Testing Transformer Learnability on the Arithmetic Sequence of Rooted Trees
Alessandro Breccia, Federica Gerace, Marco Lippi, Gabriele Sicuro, Pierluigi Contucci
TL;DR
The paper investigates whether a GPT‑2–style transformer can learn the deterministic arithmetic text mathds{N}mathcal{T}, derived from rooted‑tree prime factorizations encoded as Dyck words. It trains a 12‑layer GPT‑2 model on the first {10}^{11} integers with two self‑supervised tasks: Next‑Word Prediction and Masked Language Modeling, and compares against a Markov baseline. Results show partial learning of the internal grammar, with the model outperforming baselines and capturing non‑trivial regularities, though prime boundaries remain challenging due to long‑range structure beyond the context window. The work suggests that arithmetic structure can be learned to an extent by transformers and motivates larger models to explore global reasoning and latent representations of number theory.
Abstract
We study whether a Large Language Model can learn the deterministic sequence of trees generated by the iterated prime factorization of the natural numbers. Each integer is mapped into a rooted planar tree and the resulting sequence $ \mathbb{N}\mathcal{T}$ defines an arithmetic text with measurable statistical structure.

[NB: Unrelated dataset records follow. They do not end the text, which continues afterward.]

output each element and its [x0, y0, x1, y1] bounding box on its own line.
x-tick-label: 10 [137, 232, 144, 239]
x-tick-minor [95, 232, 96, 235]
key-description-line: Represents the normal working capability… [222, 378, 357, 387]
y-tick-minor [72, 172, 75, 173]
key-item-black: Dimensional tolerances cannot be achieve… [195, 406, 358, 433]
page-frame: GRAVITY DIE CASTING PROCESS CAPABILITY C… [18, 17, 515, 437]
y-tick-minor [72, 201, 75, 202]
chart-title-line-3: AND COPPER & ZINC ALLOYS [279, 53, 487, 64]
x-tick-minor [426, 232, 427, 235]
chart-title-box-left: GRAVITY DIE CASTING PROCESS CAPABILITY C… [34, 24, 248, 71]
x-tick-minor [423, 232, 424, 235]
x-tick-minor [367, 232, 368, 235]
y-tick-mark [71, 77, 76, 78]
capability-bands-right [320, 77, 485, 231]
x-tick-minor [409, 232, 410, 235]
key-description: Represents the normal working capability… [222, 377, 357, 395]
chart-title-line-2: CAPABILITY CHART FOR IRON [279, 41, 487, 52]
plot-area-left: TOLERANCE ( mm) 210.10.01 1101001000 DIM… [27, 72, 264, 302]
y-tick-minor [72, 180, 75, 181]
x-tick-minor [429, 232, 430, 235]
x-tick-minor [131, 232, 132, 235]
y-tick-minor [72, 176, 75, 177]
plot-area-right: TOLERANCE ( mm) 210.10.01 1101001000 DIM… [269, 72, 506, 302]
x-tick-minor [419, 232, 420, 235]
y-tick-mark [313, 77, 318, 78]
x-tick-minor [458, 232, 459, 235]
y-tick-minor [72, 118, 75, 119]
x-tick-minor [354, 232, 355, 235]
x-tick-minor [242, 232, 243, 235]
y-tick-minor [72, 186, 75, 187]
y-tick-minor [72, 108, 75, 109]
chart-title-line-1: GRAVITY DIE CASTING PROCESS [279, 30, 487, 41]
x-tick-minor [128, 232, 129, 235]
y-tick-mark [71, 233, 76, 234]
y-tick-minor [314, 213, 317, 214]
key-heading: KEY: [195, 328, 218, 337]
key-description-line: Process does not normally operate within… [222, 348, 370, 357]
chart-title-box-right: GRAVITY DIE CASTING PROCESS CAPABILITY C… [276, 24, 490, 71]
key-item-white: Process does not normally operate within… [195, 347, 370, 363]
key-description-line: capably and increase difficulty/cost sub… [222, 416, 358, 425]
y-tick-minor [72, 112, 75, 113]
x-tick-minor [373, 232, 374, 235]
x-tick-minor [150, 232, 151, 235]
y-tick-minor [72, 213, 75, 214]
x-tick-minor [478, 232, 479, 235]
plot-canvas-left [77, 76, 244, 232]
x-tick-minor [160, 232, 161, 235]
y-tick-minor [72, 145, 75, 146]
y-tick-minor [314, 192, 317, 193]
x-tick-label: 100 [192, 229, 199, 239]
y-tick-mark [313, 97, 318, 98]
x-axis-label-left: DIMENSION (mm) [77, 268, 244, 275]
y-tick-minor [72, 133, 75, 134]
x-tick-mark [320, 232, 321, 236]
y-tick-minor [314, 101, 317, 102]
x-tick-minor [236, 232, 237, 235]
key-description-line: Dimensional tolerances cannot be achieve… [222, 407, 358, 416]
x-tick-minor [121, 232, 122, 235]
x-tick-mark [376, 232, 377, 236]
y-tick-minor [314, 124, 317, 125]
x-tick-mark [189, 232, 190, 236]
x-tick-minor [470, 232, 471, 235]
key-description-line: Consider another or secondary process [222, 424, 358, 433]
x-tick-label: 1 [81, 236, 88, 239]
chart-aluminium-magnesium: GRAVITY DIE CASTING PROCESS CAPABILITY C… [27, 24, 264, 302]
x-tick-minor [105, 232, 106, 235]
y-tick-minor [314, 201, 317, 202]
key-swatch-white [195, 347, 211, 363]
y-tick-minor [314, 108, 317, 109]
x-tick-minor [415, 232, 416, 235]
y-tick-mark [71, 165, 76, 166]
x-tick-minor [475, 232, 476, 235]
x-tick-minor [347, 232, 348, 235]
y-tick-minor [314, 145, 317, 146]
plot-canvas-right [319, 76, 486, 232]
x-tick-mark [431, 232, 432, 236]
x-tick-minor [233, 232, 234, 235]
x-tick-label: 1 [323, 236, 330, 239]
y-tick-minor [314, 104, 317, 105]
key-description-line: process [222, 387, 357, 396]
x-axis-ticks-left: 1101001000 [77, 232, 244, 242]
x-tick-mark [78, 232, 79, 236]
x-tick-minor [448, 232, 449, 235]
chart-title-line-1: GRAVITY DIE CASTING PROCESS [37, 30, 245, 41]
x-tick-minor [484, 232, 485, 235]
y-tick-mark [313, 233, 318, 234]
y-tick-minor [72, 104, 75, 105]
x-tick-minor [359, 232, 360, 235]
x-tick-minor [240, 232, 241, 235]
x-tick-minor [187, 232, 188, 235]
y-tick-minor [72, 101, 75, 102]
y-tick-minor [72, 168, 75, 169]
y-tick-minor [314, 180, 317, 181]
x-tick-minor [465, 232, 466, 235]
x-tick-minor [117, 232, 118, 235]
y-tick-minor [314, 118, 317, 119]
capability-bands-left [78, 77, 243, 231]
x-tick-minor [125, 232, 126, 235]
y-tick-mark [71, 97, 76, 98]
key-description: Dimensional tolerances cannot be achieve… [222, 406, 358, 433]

A transformer network (the GPT-2 architecture) is trained from scratch on the first $10^{11}$ elements to subsequently test its predictive ability under next-word and masked-word prediction tasks. Our results show that the model partially learns the internal grammar of $\mathbb{N}\mathcal{T}$, capturing non-trivial regularities and correlations. This suggests that learnability may extend beyond empirical data to the very structure of arithmetic.